Atmospheric mercury is declining—but Arctic wildlife is more contaminated than ever. The culprit? Ocean currents loaded with legacy pollution.
Key Points at a Glance
- Ocean currents transport legacy mercury into Arctic food webs
- Mercury levels are rising in polar bears, seals, and fish despite falling air pollution
- Stable isotope analysis reveals regional and trophic-level differences in mercury uptake
- Findings challenge assumptions behind global mercury reduction policies
In a sweeping 40-year study across Greenland, scientists have uncovered a disturbing paradox: while mercury emissions from the atmosphere have decreased in recent decades, Arctic marine life is accumulating more mercury than ever before. Published in Nature Communications, this landmark research pinpoints ocean currents—not the air—as the dominant source of mercury now poisoning Arctic ecosystems.
Using sophisticated mercury stable isotope analysis, researchers tracked how different forms of mercury moved through marine and freshwater food webs, peat deposits, and predator muscle tissue. They found that areas influenced by North Atlantic currents—like central-western Greenland—carried significantly different mercury isotope signatures than areas exposed to currents from the Arctic Ocean. These differences persisted across fish, seals, peat cores, and even polar bears.
“This shows that legacy mercury, already deposited decades ago, is now making its way back into ecosystems through the ocean,” said lead author Jens Søndergaard. “It explains why Arctic animals show rising mercury loads even as atmospheric pollution declines.”
The implications are enormous. Mercury is a potent neurotoxin that bioaccumulates up the food chain, particularly affecting top predators like polar bears and the Inuit populations who rely on marine mammals for sustenance. The research found that mercury levels in marine mammal livers have increased significantly since the 1980s, even exceeding known toxic thresholds.
The isotope data also revealed that mercury is being transformed through biological and environmental processes. In freshwater species like Arctic char, intense photochemical demethylation—a process driven by sunlight—creates distinctive mercury fingerprints. In higher predators, isotope differences between liver and muscle tissues reflect internal metabolic transformations as the animals try to detoxify their food.

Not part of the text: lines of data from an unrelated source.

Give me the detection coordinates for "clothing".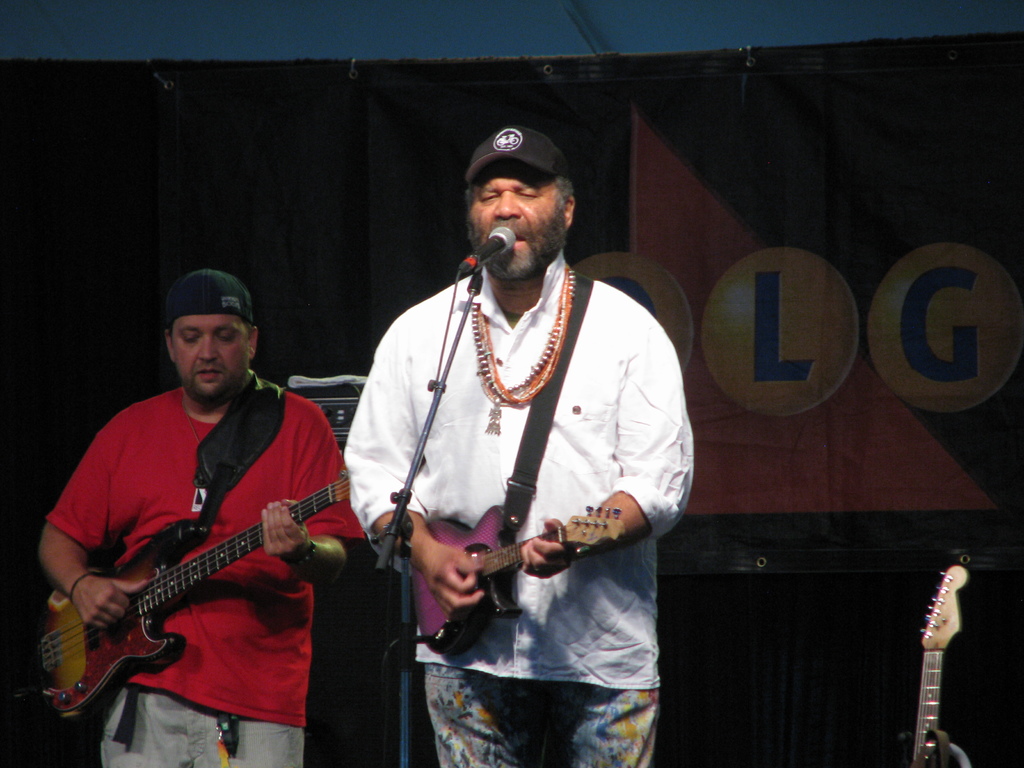
(40, 383, 349, 767).
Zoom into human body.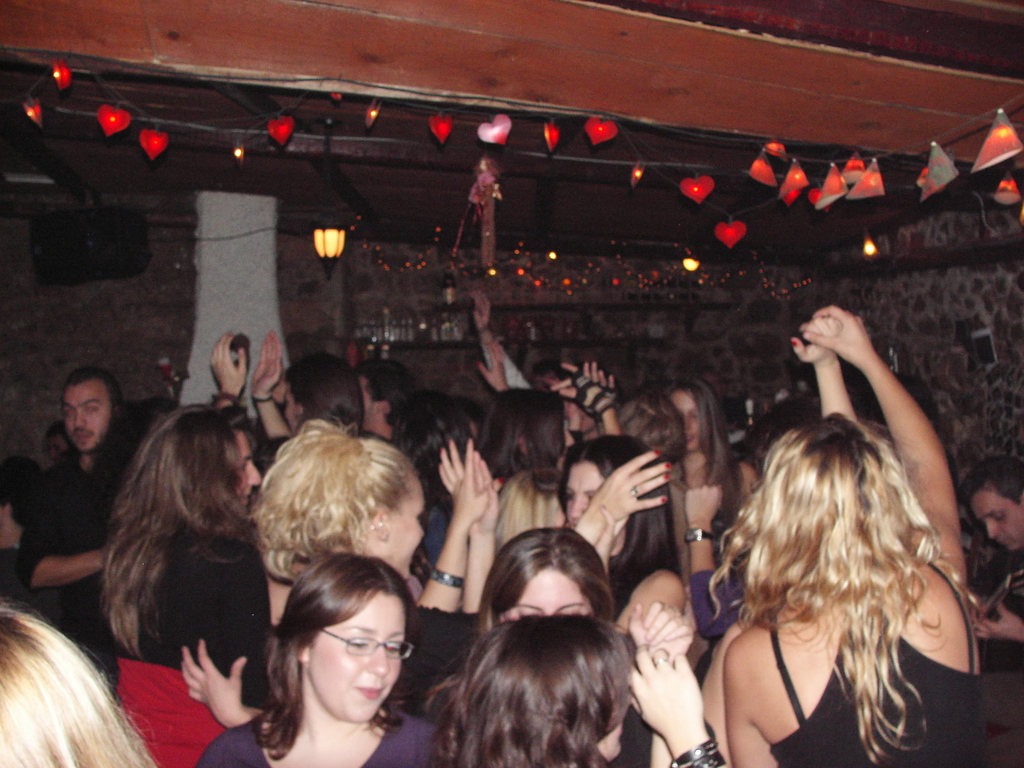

But perhaps most striking is the geographic fingerprint. While air currents distribute mercury evenly across vast distances, ocean currents show stark regional differences. Central West Greenland, bathed by the Irminger Current and Atlantic waters, had higher δ202Hg values and lower total mercury concentrations than Arctic Ocean-fed regions like Qaanaaq and Ittoqqortoormiit.
This suggests that long-term mercury storage in the ocean—some of it centuries old—is being slowly re-released and funneled northward, where it re-enters the food chain. Sea spray and evaporation also contribute to reintroducing mercury into Arctic atmospheres, further blurring the lines between past and present contamination.
“The ocean acts like a time capsule for pollution,” explained co-author Rune Dietz. “What was emitted a hundred years ago is still poisoning wildlife today.”
The findings raise critical questions about the global fight against mercury pollution. The UN’s Minamata Convention, which aims to reduce mercury emissions, may need to account for these delayed effects if Arctic biota continues to suffer from long-buried contaminants.
With ocean mercury turnover times exceeding 300 years, the Arctic may be trapped in a toxic loop for decades or even centuries—regardless of how quickly we clean up our skies.